Sonoma Valley Health Partners had planned to host another clinic in the veterans room on Tuesday, but decided not to make an appointment due to the vaccine shortage.

County health officials said they received kits with syringes, bottles and other immunization supplies on Monday. Shende took this as a good sign, as these shipments usually precede the additional vaccine doses by 24 hours.

Unlike Sutter Health, Providence St. Joseph, operator of Santa Rosa Memorial, Petaluma Valley and Healdsburg hospitals, has enough doses to fill their weekly appointment schedule, the North Pharmacy director said. California, Saad Sultan. Kaiser Permanente also said there was no delay in vaccination appointments.

West County health centers are taking a similar approach to Sutter’s. Chief Executive Jason Cunningham said the nonprofit was running out of three boxes of vaccine doses this week. They administered about 250 first doses per day at their clinics at Analy High School and Guerneville School, and had to add 250 second doses to that this week.

“Instead, we only vaccinate the 250 second doses and we stick to new doses until we are sure of a sufficient supply,” Cunningham said.

Mendocino County health officials said Monday they are also opening up vaccination eligibility to residents aged 65 and over.

The increased demand for vaccines is putting additional pressure on the overwhelmed collection of appointment portals for vaccinations available to residents of Sonoma County. As of Monday, none of the sites linked on SoCoEmergency.org showed vacancies, except for the OptumServe clinic in Rohnert Park. The first available appointment was March 18.

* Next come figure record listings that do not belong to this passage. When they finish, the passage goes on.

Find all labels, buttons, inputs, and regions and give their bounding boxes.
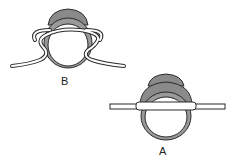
panel-a-label: A [159, 145, 167, 157]
diagram-canvas: B A [0, 0, 235, 162]
panel-b-label: B [61, 75, 68, 87]
panel-b: B [12, 9, 124, 87]
panel-a: A [110, 74, 225, 157]
cord-a-through [136, 102, 196, 110]
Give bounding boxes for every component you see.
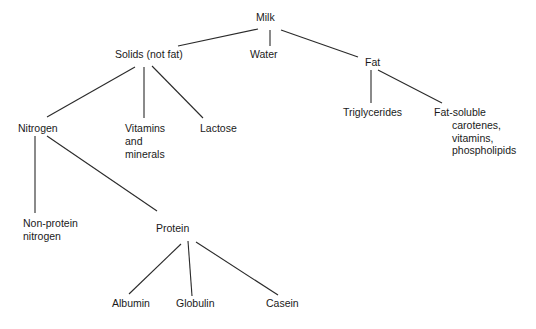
node-label: Protein	[156, 222, 189, 235]
node-globulin: Globulin	[176, 297, 215, 310]
node-label: Milk	[256, 11, 275, 24]
node-label: Fat	[365, 56, 380, 69]
node-label: Albumin	[112, 297, 150, 310]
edge-milk-fat	[281, 30, 358, 57]
node-water: Water	[250, 48, 278, 61]
node-milk: Milk	[256, 11, 275, 24]
node-label: Nitrogen	[18, 122, 58, 135]
node-label-line-2: carotenes,	[434, 119, 516, 132]
node-label-line-2: nitrogen	[23, 230, 78, 243]
node-vitamins-and-minerals: Vitamins and minerals	[125, 122, 165, 160]
edge-solids-lactose	[152, 66, 203, 118]
node-label-line-1: Non-protein	[23, 217, 78, 230]
node-label: Lactose	[200, 122, 237, 135]
node-nitrogen: Nitrogen	[18, 122, 58, 135]
node-casein: Casein	[266, 297, 299, 310]
node-label: Solids (not fat)	[115, 48, 183, 61]
node-label: Triglycerides	[343, 106, 402, 119]
node-label-line-1: Fat-soluble	[434, 106, 516, 119]
edge-protein-globulin	[188, 241, 192, 296]
node-triglycerides: Triglycerides	[343, 106, 402, 119]
milk-composition-diagram: Milk Solids (not fat) Water Fat Nitrogen…	[0, 0, 536, 329]
node-label: Globulin	[176, 297, 215, 310]
node-label: Water	[250, 48, 278, 61]
node-label-line-3: minerals	[125, 148, 165, 161]
node-fat-soluble: Fat-soluble carotenes, vitamins, phospho…	[434, 106, 516, 157]
node-lactose: Lactose	[200, 122, 237, 135]
edge-protein-albumin	[129, 244, 181, 294]
edge-milk-solids	[178, 29, 258, 46]
node-label-line-2: and	[125, 135, 165, 148]
node-label: Casein	[266, 297, 299, 310]
edge-protein-casein	[196, 242, 278, 295]
node-non-protein-nitrogen: Non-protein nitrogen	[23, 217, 78, 243]
node-fat: Fat	[365, 56, 380, 69]
node-protein: Protein	[156, 222, 189, 235]
node-solids-not-fat: Solids (not fat)	[115, 48, 183, 61]
edge-solids-nitrogen	[47, 67, 135, 117]
node-albumin: Albumin	[112, 297, 150, 310]
node-label-line-4: phospholipids	[434, 144, 516, 157]
node-label-line-3: vitamins,	[434, 132, 516, 145]
node-label-line-1: Vitamins	[125, 122, 165, 135]
edge-fat-fatsoluble	[378, 70, 442, 103]
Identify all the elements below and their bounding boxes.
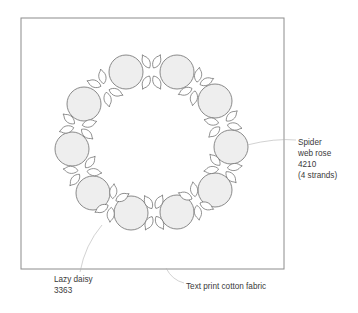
rose-label-line-1: Spider [298, 137, 337, 148]
spider-web-rose [67, 87, 101, 121]
daisy-label-line-1: Lazy daisy [54, 274, 93, 285]
lazy-daisy-petal [63, 165, 79, 174]
leader-line-rose [247, 140, 296, 145]
lazy-daisy-petal [87, 168, 103, 177]
spider-web-rose [55, 132, 89, 166]
lazy-daisy-petal [193, 67, 203, 83]
rose-label-line-2: web rose [298, 148, 337, 159]
rose-label-line-4: (4 strands) [298, 170, 337, 181]
lazy-daisy-petal [193, 205, 202, 221]
spider-web-rose [109, 55, 143, 89]
fabric-label: Text print cotton fabric [186, 281, 266, 292]
rose-label-line-3: 4210 [298, 159, 337, 170]
leader-line-fabric [166, 268, 184, 283]
leader-line-daisy [80, 225, 102, 272]
spider-web-rose [198, 84, 232, 118]
lazy-daisy-petal [106, 207, 115, 223]
daisy-label-line-2: 3363 [54, 285, 93, 296]
fabric-label-line-1: Text print cotton fabric [186, 281, 266, 292]
lazy-daisy-label: Lazy daisy 3363 [54, 274, 93, 296]
lazy-daisy-petal [189, 181, 198, 197]
lazy-daisy-petal [189, 90, 199, 106]
lazy-daisy-petal [109, 183, 118, 199]
spider-web-rose [160, 55, 194, 89]
spider-web-rose-label: Spider web rose 4210 (4 strands) [298, 137, 337, 181]
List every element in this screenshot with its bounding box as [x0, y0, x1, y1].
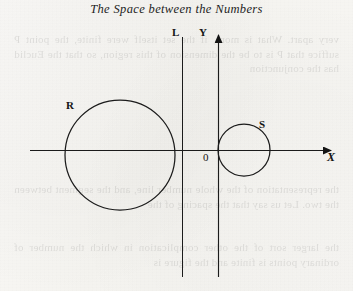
label-line-l: L	[172, 27, 179, 38]
geometry-diagram	[0, 0, 353, 291]
label-axis-y: Y	[199, 27, 207, 38]
label-circle-s: S	[259, 119, 265, 130]
label-origin: 0	[203, 152, 209, 163]
label-axis-x: X	[327, 152, 335, 163]
label-circle-r: R	[66, 100, 74, 111]
book-page: very apart. What is more, if the set its…	[0, 0, 353, 291]
circle-r	[65, 100, 175, 210]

Despite Monday’s pitfalls, many hailed the county’s decision on Friday to extend immunization eligibility to residents aged 65 to 69. 65 years and older were immediately eligible for the coronavirus vaccination. But Sonoma County, already facing a shortage of vaccine doses last month, initially set the bar locally at 75. Two weeks ago, the county expanded eligibility to people 70 and older.

Cronin, the owner of Pizza Place Rosso, was well aware of the study published by medical researchers at UC San Francisco in January concluding that among 25 jobs statewide with at least 100 deaths from a pandemic , the most dangerous was the line cook. Bakers and Chefs ranked 4th and 11th respectively, reflecting the high risk associated with the proximity and hectic activity of most restaurant kitchens.

Dean Molsberry, owner of Molsberry Market in the Larkfield-Wikiup neighborhood, has 72 employees who mostly want to be vaccinated, realizing the virus risk they face on a daily basis.

“If you’re an auditor, you deal with clients all day, every client that goes through the registry,” Molsberry said. “You are dealing with cash because people always want to pay with cash. People are now bringing bags. They’re going to shop in their bags, so they touch whatever you touch. “

Molsberry said the owners of Cal-Mart in Calistoga had arranged for a mobile vaccination team to come to the market to administer doses. But it is Napa County. Molsberry has not been able to gather information on whether this might work in Sonoma County.

“Even if we were to send rows of people (to Napa County), I would have no problem doing that,” he said.

Once the vaccine supply catches up with demand, both for senior citizens and food workers, knowing how to use a computer to register will remain one of the great obstacles to vaccination against a scourge that has now killed over 500,000 Americans.

“I’m not a super computer savvy guy,” Cronin said. “I own a business, I know how to get around, but I’m not like some of these young people. But the guys in my kitchen just don’t know how.